Theatre | Contractions

 

at Chapter Stwdio, Cardiff

Director – Kate Wasserberg

Producer – Iain Goosey

Cast – Catrin Aaron & Sara Lloyd-Gregory

Contractions
Catrin Aaron, Sara Lloyd-Gregory
Photo: Kirsten McTernan

At one of my previous employers the staff took to referring to the Human Resources department as Human Remains, such was its reputation for intimidation and waste. Mike Bartlett’s savage corporate satire Contractions takes that sardonic joke to its terrible conclusion as it details the piecemeal mental and physical destruction of sales executive Emma (Sara Lloyd-Gregory) at the hands of her nameless and officious manager (Catrin Aaron).

The febrile politics of corporations have been frequently explored in works such as David Mamet’s Glengarry Glen Ross and Neil Labute’s film In the Company of Men – but Contractions is a distinctly individual contribution to this growing sub-genre, as it features a cast of two women. Whereas previous corporate dramas have been drenched in a white-collar machismo – which is simultaneously pilloried and glamorised – Bartlett’s play is a scalpel-sharp dissection of a system designed to control and circumscribe the lives of those who dedicate their working life to its daily grind. The audience does not learn what is made or sold by the mysterious corporation because it does not matter, what is being examined here are not the economic transactions of business, but the human cost to those who are compelled to trade some aspect of their individuality in order to be accommodated within the project of late capitalism.

Bartlett has written about finding himself at university asking, ‘Where are the plays that I love about now?’ Contractions is decidedly a play about our contemporary moment, with its themes of surveillance, lack of privacy and workplace alienation. Sara Lloyd-Gregory excels in conveying the unease of being invited in to have a chat with the line-manager and then asked a lot of questions of which the purpose is unclear. Similarly, Catrin Aaron is icily menacing as the Manager, speaking in a detached legalistic language by which she intends to convey impartiality, but which instead betrays her lack of emotional involvement and personal responsibility. Never has the phrase, ‘And how are things?’ seemed so loaded with latent threat.

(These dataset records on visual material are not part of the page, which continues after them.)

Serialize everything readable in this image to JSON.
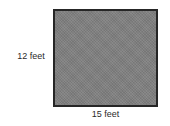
{
  "figure": {
    "type": "rectangle-dimension-diagram",
    "background_color": "#ffffff",
    "shape": {
      "name": "rectangle",
      "fill_color": "#808080",
      "border_color": "#262626"
    },
    "labels": {
      "height": "12 feet",
      "width": "15 feet"
    }
  },
  "chart_data": {
    "type": "table",
    "title": "",
    "categories": [
      "height",
      "width"
    ],
    "values": [
      12,
      15
    ],
    "units": "feet",
    "annotations": [
      "12 feet",
      "15 feet"
    ]
  }
}
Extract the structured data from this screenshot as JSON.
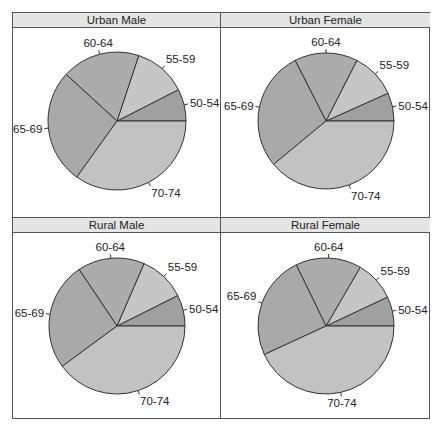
{
  "chart_data": [
    {
      "type": "pie",
      "title": "Urban Male",
      "categories": [
        "50-54",
        "55-59",
        "60-64",
        "65-69",
        "70-74"
      ],
      "values": [
        7.5,
        12.4,
        18.3,
        26.9,
        34.9
      ],
      "start_angle_deg": 0,
      "direction": "counterclockwise"
    },
    {
      "type": "pie",
      "title": "Urban Female",
      "categories": [
        "50-54",
        "55-59",
        "60-64",
        "65-69",
        "70-74"
      ],
      "values": [
        6.7,
        10.8,
        15.0,
        28.5,
        39.0
      ],
      "start_angle_deg": 0,
      "direction": "counterclockwise"
    },
    {
      "type": "pie",
      "title": "Rural Male",
      "categories": [
        "50-54",
        "55-59",
        "60-64",
        "65-69",
        "70-74"
      ],
      "values": [
        7.4,
        11.1,
        15.9,
        25.7,
        39.9
      ],
      "start_angle_deg": 0,
      "direction": "counterclockwise"
    },
    {
      "type": "pie",
      "title": "Rural Female",
      "categories": [
        "50-54",
        "55-59",
        "60-64",
        "65-69",
        "70-74"
      ],
      "values": [
        7.0,
        9.6,
        15.6,
        24.7,
        43.1
      ],
      "start_angle_deg": 0,
      "direction": "counterclockwise"
    }
  ],
  "colors": {
    "50-54": "#a0a0a0",
    "55-59": "#c6c6c6",
    "60-64": "#acacac",
    "65-69": "#a9a9a9",
    "70-74": "#c2c2c2"
  },
  "panels": [
    {
      "title": "Urban Male"
    },
    {
      "title": "Urban Female"
    },
    {
      "title": "Rural Male"
    },
    {
      "title": "Rural Female"
    }
  ]
}
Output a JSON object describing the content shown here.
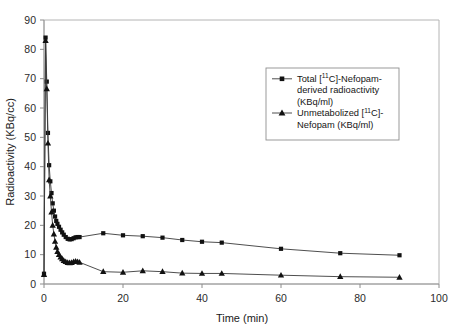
{
  "chart_data": {
    "type": "line",
    "title": "",
    "xlabel": "Time (min)",
    "ylabel": "Radioactivity (KBq/cc)",
    "xlim": [
      0,
      100
    ],
    "ylim": [
      0,
      90
    ],
    "xticks": [
      0,
      20,
      40,
      60,
      80,
      100
    ],
    "yticks": [
      0,
      10,
      20,
      30,
      40,
      50,
      60,
      70,
      80,
      90
    ],
    "grid": false,
    "legend_position": "upper-right-inside",
    "series": [
      {
        "name": "Total [11C]-Nefopam-derived radioactivity (KBq/ml)",
        "marker": "square",
        "color": "#111111",
        "x": [
          0.0,
          0.4,
          0.7,
          1.0,
          1.3,
          1.6,
          1.9,
          2.2,
          2.5,
          2.8,
          3.1,
          3.4,
          3.8,
          4.2,
          4.6,
          5.0,
          5.5,
          6.0,
          6.5,
          7.0,
          7.5,
          8.0,
          8.5,
          9.0,
          15.0,
          20.0,
          25.0,
          30.0,
          35.0,
          40.0,
          45.0,
          60.0,
          75.0,
          90.0
        ],
        "y": [
          3.5,
          84.0,
          69.0,
          51.5,
          40.5,
          35.0,
          31.0,
          27.5,
          25.0,
          23.0,
          21.5,
          20.5,
          19.5,
          18.5,
          17.6,
          16.8,
          16.0,
          15.4,
          15.2,
          15.3,
          15.6,
          15.9,
          16.0,
          16.0,
          17.3,
          16.6,
          16.3,
          15.8,
          15.0,
          14.4,
          14.1,
          12.0,
          10.5,
          9.8
        ]
      },
      {
        "name": "Unmetabolized [11C]-Nefopam (KBq/ml)",
        "marker": "triangle",
        "color": "#111111",
        "x": [
          0.0,
          0.4,
          0.7,
          1.0,
          1.3,
          1.6,
          1.9,
          2.2,
          2.5,
          2.8,
          3.1,
          3.4,
          3.8,
          4.2,
          4.6,
          5.0,
          5.5,
          6.0,
          6.5,
          7.0,
          7.5,
          8.0,
          8.5,
          9.0,
          15.0,
          20.0,
          25.0,
          30.0,
          35.0,
          40.0,
          45.0,
          60.0,
          75.0,
          90.0
        ],
        "y": [
          3.2,
          83.0,
          66.5,
          48.0,
          35.5,
          30.0,
          24.5,
          20.0,
          17.0,
          14.5,
          12.5,
          11.0,
          10.0,
          9.2,
          8.6,
          8.0,
          7.6,
          7.3,
          7.2,
          7.3,
          7.6,
          7.7,
          7.6,
          7.4,
          4.2,
          4.0,
          4.5,
          4.2,
          3.7,
          3.6,
          3.6,
          3.0,
          2.5,
          2.3
        ]
      }
    ]
  },
  "legend": {
    "entries": [
      {
        "marker": "square",
        "lines": [
          {
            "pre": "Total [",
            "sup": "11",
            "mid": "C]-Nefopam-",
            "post": ""
          },
          {
            "pre": "derived radioactivity",
            "sup": "",
            "mid": "",
            "post": ""
          },
          {
            "pre": "(KBq/ml)",
            "sup": "",
            "mid": "",
            "post": ""
          }
        ]
      },
      {
        "marker": "triangle",
        "lines": [
          {
            "pre": "Unmetabolized [",
            "sup": "11",
            "mid": "C]-",
            "post": ""
          },
          {
            "pre": "Nefopam (KBq/ml)",
            "sup": "",
            "mid": "",
            "post": ""
          }
        ]
      }
    ]
  },
  "axes": {
    "x_title": "Time (min)",
    "y_title": "Radioactivity (KBq/cc)",
    "x_tick_labels": [
      "0",
      "20",
      "40",
      "60",
      "80",
      "100"
    ],
    "y_tick_labels": [
      "0",
      "10",
      "20",
      "30",
      "40",
      "50",
      "60",
      "70",
      "80",
      "90"
    ]
  },
  "colors": {
    "marker": "#111111",
    "line": "#3a3a3a",
    "frame": "#b4b4b4",
    "axis": "#9a9a9a",
    "background": "#ffffff"
  }
}
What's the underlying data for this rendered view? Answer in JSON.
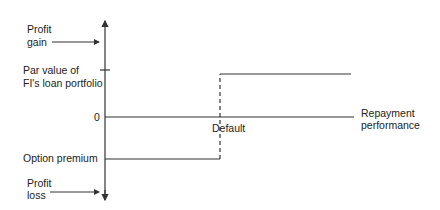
{
  "diagram": {
    "type": "payoff-step-diagram",
    "y_axis": {
      "top_label_line1": "Profit",
      "top_label_line2": "gain",
      "bottom_label_line1": "Profit",
      "bottom_label_line2": "loss",
      "tick_labels": {
        "par_line1": "Par value of",
        "par_line2": "FI's loan portfolio",
        "zero": "0",
        "premium": "Option premium"
      }
    },
    "x_axis": {
      "label_line1": "Repayment",
      "label_line2": "performance"
    },
    "annotations": {
      "default": "Default"
    },
    "colors": {
      "line": "#333333",
      "text": "#222222",
      "background": "#ffffff"
    }
  }
}
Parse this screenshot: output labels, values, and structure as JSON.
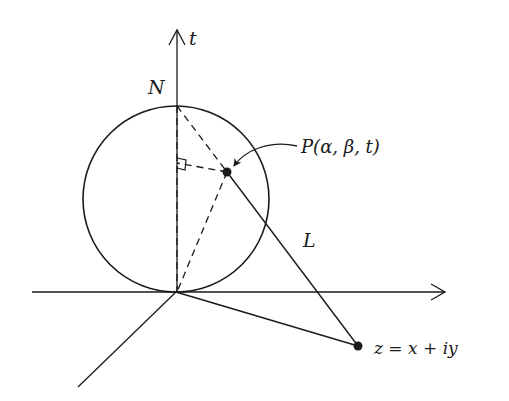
{
  "diagram": {
    "type": "stereographic-projection",
    "colors": {
      "ink": "#1a1a1a",
      "background": "#ffffff"
    },
    "labels": {
      "t_axis": "t",
      "north_pole": "N",
      "point_p": "P(α, β, t)",
      "line": "L",
      "point_z": "z = x + iy"
    },
    "elements": [
      {
        "id": "t-axis",
        "kind": "axis",
        "description": "vertical t-axis with arrowhead"
      },
      {
        "id": "x-axis",
        "kind": "axis",
        "description": "horizontal axis with arrowhead"
      },
      {
        "id": "y-axis",
        "kind": "axis",
        "description": "oblique axis toward viewer"
      },
      {
        "id": "sphere",
        "kind": "circle",
        "description": "Riemann sphere tangent to plane at origin"
      },
      {
        "id": "line-L",
        "kind": "solid-line",
        "description": "line from N through P to z"
      },
      {
        "id": "origin-to-z",
        "kind": "solid-line",
        "description": "segment from origin to z"
      },
      {
        "id": "dashed-NO",
        "kind": "dashed-line",
        "description": "vertical diameter N to origin"
      },
      {
        "id": "dashed-NP",
        "kind": "dashed-line",
        "description": "chord N to P"
      },
      {
        "id": "dashed-PO",
        "kind": "dashed-line",
        "description": "chord P to origin"
      },
      {
        "id": "dashed-foot",
        "kind": "dashed-line",
        "description": "perpendicular from P to vertical diameter"
      },
      {
        "id": "right-angle",
        "kind": "marker",
        "description": "right angle marker at foot of perpendicular"
      },
      {
        "id": "pointer",
        "kind": "curved-arrow",
        "description": "arrow from P label to point P"
      }
    ]
  }
}
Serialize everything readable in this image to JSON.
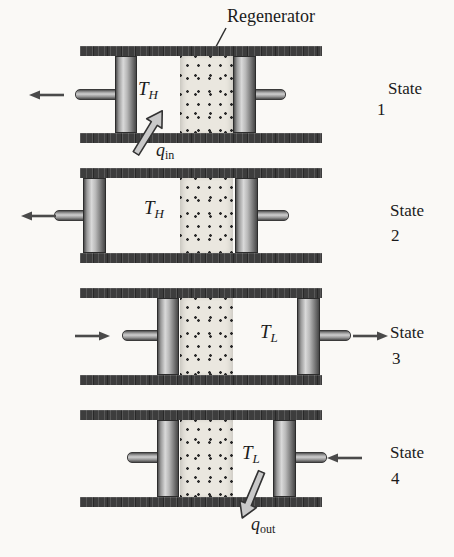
{
  "regenerator_label": "Regenerator",
  "states": [
    {
      "word": "State",
      "number": "1",
      "temp": {
        "base": "T",
        "sub": "H"
      },
      "heat": {
        "base": "q",
        "sub": "in"
      }
    },
    {
      "word": "State",
      "number": "2",
      "temp": {
        "base": "T",
        "sub": "H"
      }
    },
    {
      "word": "State",
      "number": "3",
      "temp": {
        "base": "T",
        "sub": "L"
      }
    },
    {
      "word": "State",
      "number": "4",
      "temp": {
        "base": "T",
        "sub": "L"
      },
      "heat": {
        "base": "q",
        "sub": "out"
      }
    }
  ],
  "colors": {
    "background": "#faf9f6",
    "text": "#1b1b1b",
    "wall": "#3d3d3d",
    "piston_dark": "#4f4f4f",
    "piston_light": "#d9d9d9",
    "rod_dark": "#525252",
    "rod_light": "#cfcfcf",
    "regen_bg": "#eae7df",
    "dot": "#2b2b2b",
    "motion_arrow": "#4a4a4a",
    "heat_arrow_fill": "#c9c9c9",
    "heat_arrow_stroke": "#333333",
    "pointer_line": "#2e2e2e"
  }
}
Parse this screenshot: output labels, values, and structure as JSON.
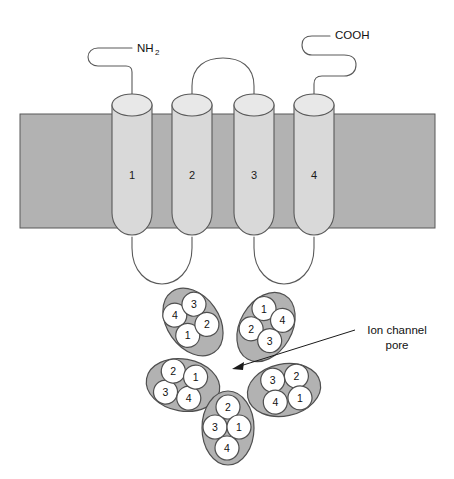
{
  "figure": {
    "membrane": {
      "name": "lipid-membrane-band"
    },
    "topology": {
      "helices": [
        {
          "label": "1"
        },
        {
          "label": "2"
        },
        {
          "label": "3"
        },
        {
          "label": "4"
        }
      ],
      "n_terminus": {
        "label": "NH",
        "subscript": "2"
      },
      "c_terminus": {
        "label": "COOH"
      }
    },
    "pore_assembly": {
      "callout": {
        "line1": "Ion channel",
        "line2": "pore"
      },
      "subunits": [
        {
          "name": "subunit-top-left",
          "domains": [
            "4",
            "3",
            "1",
            "2"
          ]
        },
        {
          "name": "subunit-top-right",
          "domains": [
            "1",
            "4",
            "2",
            "3"
          ]
        },
        {
          "name": "subunit-left",
          "domains": [
            "3",
            "2",
            "4",
            "1"
          ]
        },
        {
          "name": "subunit-right",
          "domains": [
            "2",
            "1",
            "3",
            "4"
          ]
        },
        {
          "name": "subunit-bottom",
          "domains": [
            "2",
            "3",
            "1",
            "4"
          ]
        }
      ]
    },
    "colors": {
      "membrane_fill": "#b2b2b2",
      "helix_fill": "#d9d9d9",
      "subunit_fill": "#b2b2b2",
      "domain_fill": "#ffffff",
      "outline": "#4f4f4f"
    }
  }
}
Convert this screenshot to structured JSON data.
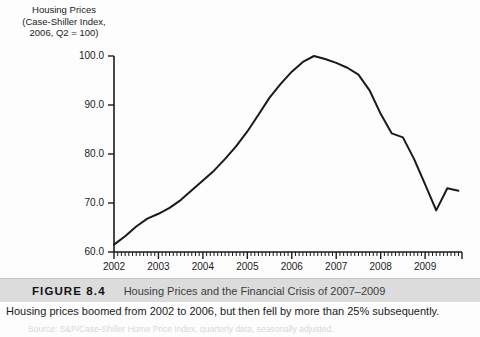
{
  "figure": {
    "number_label": "FIGURE 8.4",
    "title": "Housing Prices and the Financial Crisis of 2007–2009",
    "caption": "Housing prices boomed from 2002 to 2006, but then fell by more than 25% subsequently.",
    "source_line": "Source: S&P/Case-Shiller Home Price Index, quarterly data, seasonally adjusted.",
    "bar_color": "#dcdcdc"
  },
  "chart_data": {
    "type": "line",
    "title": "Housing Prices",
    "title_lines": [
      "Housing Prices",
      "(Case-Shiller Index,",
      "2006, Q2 = 100)"
    ],
    "xlabel": "",
    "ylabel": "Housing Prices (Case-Shiller Index, 2006, Q2 = 100)",
    "xlim": [
      2002.0,
      2009.83
    ],
    "ylim": [
      60.0,
      100.0
    ],
    "yticks": [
      60.0,
      70.0,
      80.0,
      90.0,
      100.0
    ],
    "ytick_labels": [
      "60.0",
      "70.0",
      "80.0",
      "90.0",
      "100.0"
    ],
    "xticks": [
      2002,
      2003,
      2004,
      2005,
      2006,
      2007,
      2008,
      2009
    ],
    "xtick_labels": [
      "2002",
      "2003",
      "2004",
      "2005",
      "2006",
      "2007",
      "2008",
      "2009"
    ],
    "minor_ticks_per_year": 12,
    "grid": false,
    "legend": false,
    "line_color": "#1a1a1a",
    "line_width": 2.0,
    "series": [
      {
        "name": "Case-Shiller Home Price Index",
        "x": [
          2002.0,
          2002.25,
          2002.5,
          2002.75,
          2003.0,
          2003.25,
          2003.5,
          2003.75,
          2004.0,
          2004.25,
          2004.5,
          2004.75,
          2005.0,
          2005.25,
          2005.5,
          2005.75,
          2006.0,
          2006.25,
          2006.5,
          2006.75,
          2007.0,
          2007.25,
          2007.5,
          2007.75,
          2008.0,
          2008.25,
          2008.5,
          2008.75,
          2009.0,
          2009.25,
          2009.5,
          2009.75
        ],
        "values": [
          61.5,
          63.2,
          65.2,
          66.8,
          67.8,
          69.0,
          70.6,
          72.6,
          74.6,
          76.6,
          79.0,
          81.6,
          84.6,
          88.0,
          91.5,
          94.3,
          96.8,
          98.8,
          100.0,
          99.4,
          98.6,
          97.6,
          96.2,
          93.0,
          88.2,
          84.2,
          83.4,
          79.0,
          73.8,
          68.5,
          73.0,
          72.5
        ]
      }
    ],
    "annotations": {
      "peak_value": 100.0,
      "peak_period": "2006 Q2",
      "trough_value": 68.5,
      "trough_period": "2009 Q1",
      "start_value": 61.5,
      "end_value": 72.5
    }
  }
}
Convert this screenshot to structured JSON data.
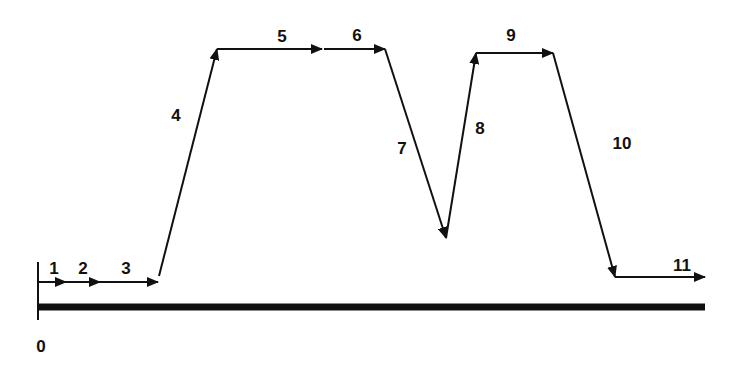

Both cast members are the highlights of this production, indeed they lend it a degree of emotional intensity that the text oftentimes merely indicates. There is real excitement in watching these two talented actors deploying their considerable stage technique to deliver the frequent repetitions and reiterations of the script with nuance and variety. The final shift from comedy into bleak expressionistic tragedy is handled extremely well, Lloyd-Gregory shines especially brightly in the latter scenes as the professional ‘mask’ of her character slips and we glimpse the pain and madness of the woman beneath.

If there is a fault with Contractions, as a play, it is that for most of its fifty-five minute length both characters are presenting each other – and therefore the audience – with a defensive façade behind which they are hiding their true emotions and motivations. This inevitably limits any potential for in-depth emotional engagement with either character, particularly the Manager who does not appear to develop at all over the course of the drama. This deficiency merely prevents this good play from being considered a great one, although it certainly makes for entertaining and challenging satire.

Kate Wasserberg directs the production with clarity and authority. The minimalist set by Max Jones and Ruth Hall concentrates our focus on the assured acting of the cast. The play is structured in short individual scenes that are interspersed by Dyfan Jones’ oppressive soundscape of whirring gears, machine cranks and rending metal, which fill the Chapter Stwdio with a creeping sense of dread. It would be a shame if this adroit production were not able to reach a larger audience beyond this tiny auditorium.

The elliptical rhythms of Bartlett’s dialogue is reflected in the circular structure of Contractions, in which the play’s ending eerily echoes its opening scene. Anyone who has experienced, even to a slight degree, a sense of individual helplessness when caught up in the machinery of a corporate process – be it a merger, relocation or investigation – will understand at once Bartlett’s Kafkaesque depiction of workplace bureaucracy and bullying. The author is well served by a production, and in particular its cast who realise both the comedy and terror of his vision.